The stakes are high. We’re not just building smarter models. We’re building a new kind of computational economy—one where access to intelligence is gated by hardware, not just software.
What Lies Beyond the Memory Wall
Memory bandwidth is the silent governor of AI progress. Even with perfect sparsity and flawless interconnects, models can’t exceed the rate at which weights are fetched from memory. This is known as the “memory wall,” and it’s becoming the primary constraint on model throughput.

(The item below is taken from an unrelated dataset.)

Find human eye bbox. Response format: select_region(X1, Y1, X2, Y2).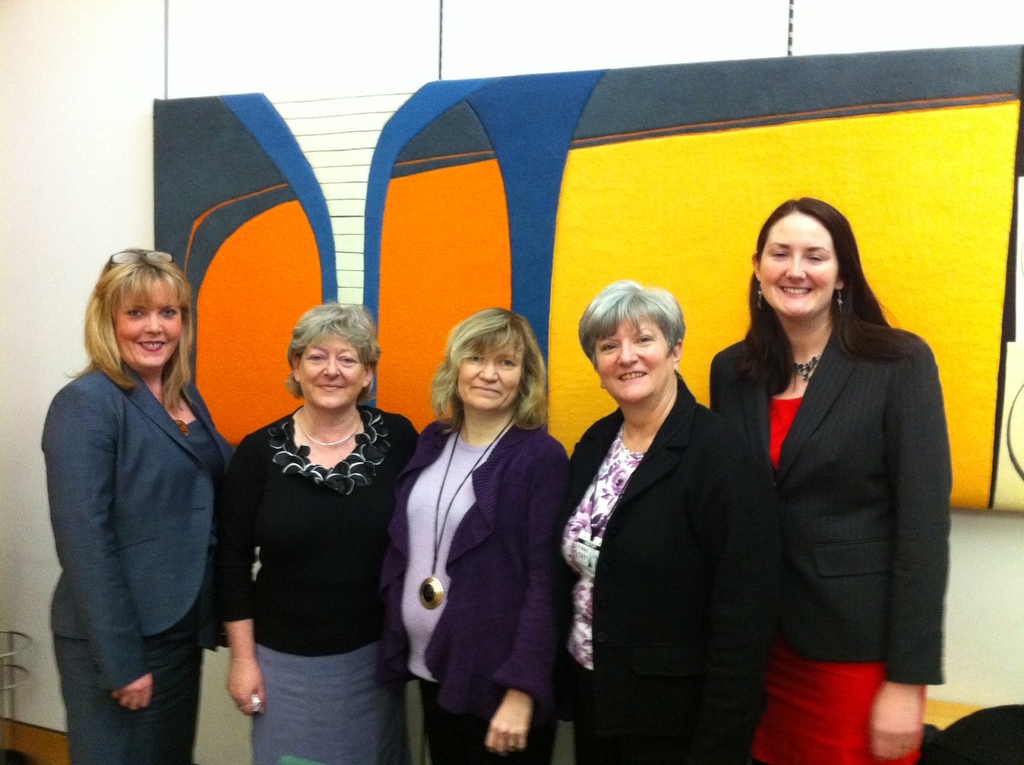
select_region(801, 246, 828, 266).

Meta’s current MTIA v3 chips use Samsung’s 16-Hi 3D-stacked HBM3 memory, providing 4.8 TB/s per die. That’s a 50% jump from the 3.2 TB/s on v2—but it came at a cost. Power density now exceeds 350 watts per square centimeter, requiring advanced liquid cooling systems across Meta’s DeKalb, Illinois cluster. Future gains won’t come from stacking more layers. HBM4, expected in late 2026, will max out at 18-Hi stacks due to thermal and yield limitations, offering only a 20% bandwidth boost over HBM3.
The next leap may come from alternative architectures. Intel and imec are prototyping hybrid-bonded memory that could deliver 8 TB/s per interface by 2028, using copper-to-copper direct bonding and microbump arrays spaced at 10-micron pitches. Similarly, Ayar Labs is testing optical I/O links that replace electrical traces with light-based data transfer, reducing latency and power consumption over long interconnects. Meta has invested in Ayar through its AI Hardware Acceleration Fund and is testing optical links in a 512-chip pilot cluster.
But these technologies aren’t plug-and-play. Optical interconnects require new photonics fabrication lines. Hybrid bonding demands tighter alignment tolerances than current lithography can reliably achieve. And both add layers of complexity to chip design, testing, and repair. The transition will be slow—but it’s the only path forward once electrical bandwidth hits its physical limits.